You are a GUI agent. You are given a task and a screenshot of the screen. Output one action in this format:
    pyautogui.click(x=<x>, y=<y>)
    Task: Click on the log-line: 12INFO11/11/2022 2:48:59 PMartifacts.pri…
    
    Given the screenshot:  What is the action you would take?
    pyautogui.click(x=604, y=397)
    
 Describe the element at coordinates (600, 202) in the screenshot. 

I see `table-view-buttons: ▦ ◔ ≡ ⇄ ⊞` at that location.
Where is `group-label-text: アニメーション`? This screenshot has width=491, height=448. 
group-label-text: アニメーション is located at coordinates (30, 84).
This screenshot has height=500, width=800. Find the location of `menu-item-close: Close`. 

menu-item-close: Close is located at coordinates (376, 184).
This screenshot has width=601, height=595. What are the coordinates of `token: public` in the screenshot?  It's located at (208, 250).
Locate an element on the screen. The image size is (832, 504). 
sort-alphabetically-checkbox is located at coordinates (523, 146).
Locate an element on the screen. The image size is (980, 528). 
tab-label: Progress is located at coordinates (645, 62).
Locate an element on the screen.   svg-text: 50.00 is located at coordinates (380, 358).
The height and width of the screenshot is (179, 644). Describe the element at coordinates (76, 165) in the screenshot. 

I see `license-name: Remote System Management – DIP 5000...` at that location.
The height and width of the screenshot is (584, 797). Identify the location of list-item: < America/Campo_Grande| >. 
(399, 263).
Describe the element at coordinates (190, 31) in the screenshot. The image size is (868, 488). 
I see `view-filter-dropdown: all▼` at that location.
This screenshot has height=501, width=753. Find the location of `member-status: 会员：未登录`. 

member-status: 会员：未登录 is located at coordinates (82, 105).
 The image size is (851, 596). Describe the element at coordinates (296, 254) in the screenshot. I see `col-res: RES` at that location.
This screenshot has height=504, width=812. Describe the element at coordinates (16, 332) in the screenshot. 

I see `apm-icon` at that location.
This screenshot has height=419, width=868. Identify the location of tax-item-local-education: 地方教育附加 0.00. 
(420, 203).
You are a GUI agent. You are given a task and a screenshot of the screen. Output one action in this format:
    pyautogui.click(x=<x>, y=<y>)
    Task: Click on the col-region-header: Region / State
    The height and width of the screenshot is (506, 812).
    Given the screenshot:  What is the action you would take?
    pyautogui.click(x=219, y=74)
════════════════
INSTRUCTIONS TO FOLLOW — The full listing should be duplicated exactly, line by line.

SOLUTION TO THIS EXERCISE —
You are a GUI agent. You are given a task and a screenshot of the screen. Output one action in this format:
    pyautogui.click(x=<x>, y=<y>)
    Task: Click on the log-line: 12INFO11/11/2022 2:48:59 PMartifacts.pri…
    
    Given the screenshot:  What is the action you would take?
    pyautogui.click(x=604, y=397)
    
 Describe the element at coordinates (600, 202) in the screenshot. 

I see `table-view-buttons: ▦ ◔ ≡ ⇄ ⊞` at that location.
Where is `group-label-text: アニメーション`? This screenshot has width=491, height=448. 
group-label-text: アニメーション is located at coordinates (30, 84).
This screenshot has height=500, width=800. Find the location of `menu-item-close: Close`. 

menu-item-close: Close is located at coordinates (376, 184).
This screenshot has width=601, height=595. What are the coordinates of `token: public` in the screenshot?  It's located at (208, 250).
Locate an element on the screen. The image size is (832, 504). 
sort-alphabetically-checkbox is located at coordinates (523, 146).
Locate an element on the screen. The image size is (980, 528). 
tab-label: Progress is located at coordinates (645, 62).
Locate an element on the screen.   svg-text: 50.00 is located at coordinates (380, 358).
The height and width of the screenshot is (179, 644). Describe the element at coordinates (76, 165) in the screenshot. 

I see `license-name: Remote System Management – DIP 5000...` at that location.
The height and width of the screenshot is (584, 797). Identify the location of list-item: < America/Campo_Grande| >. 
(399, 263).
Describe the element at coordinates (190, 31) in the screenshot. The image size is (868, 488). 
I see `view-filter-dropdown: all▼` at that location.
This screenshot has height=501, width=753. Find the location of `member-status: 会员：未登录`. 

member-status: 会员：未登录 is located at coordinates (82, 105).
 The image size is (851, 596). Describe the element at coordinates (296, 254) in the screenshot. I see `col-res: RES` at that location.
This screenshot has height=504, width=812. Describe the element at coordinates (16, 332) in the screenshot. 

I see `apm-icon` at that location.
This screenshot has height=419, width=868. Identify the location of tax-item-local-education: 地方教育附加 0.00. 
(420, 203).
You are a GUI agent. You are given a task and a screenshot of the screen. Output one action in this format:
    pyautogui.click(x=<x>, y=<y>)
    Task: Click on the col-region-header: Region / State
    The height and width of the screenshot is (506, 812).
    Given the screenshot:  What is the action you would take?
    pyautogui.click(x=219, y=74)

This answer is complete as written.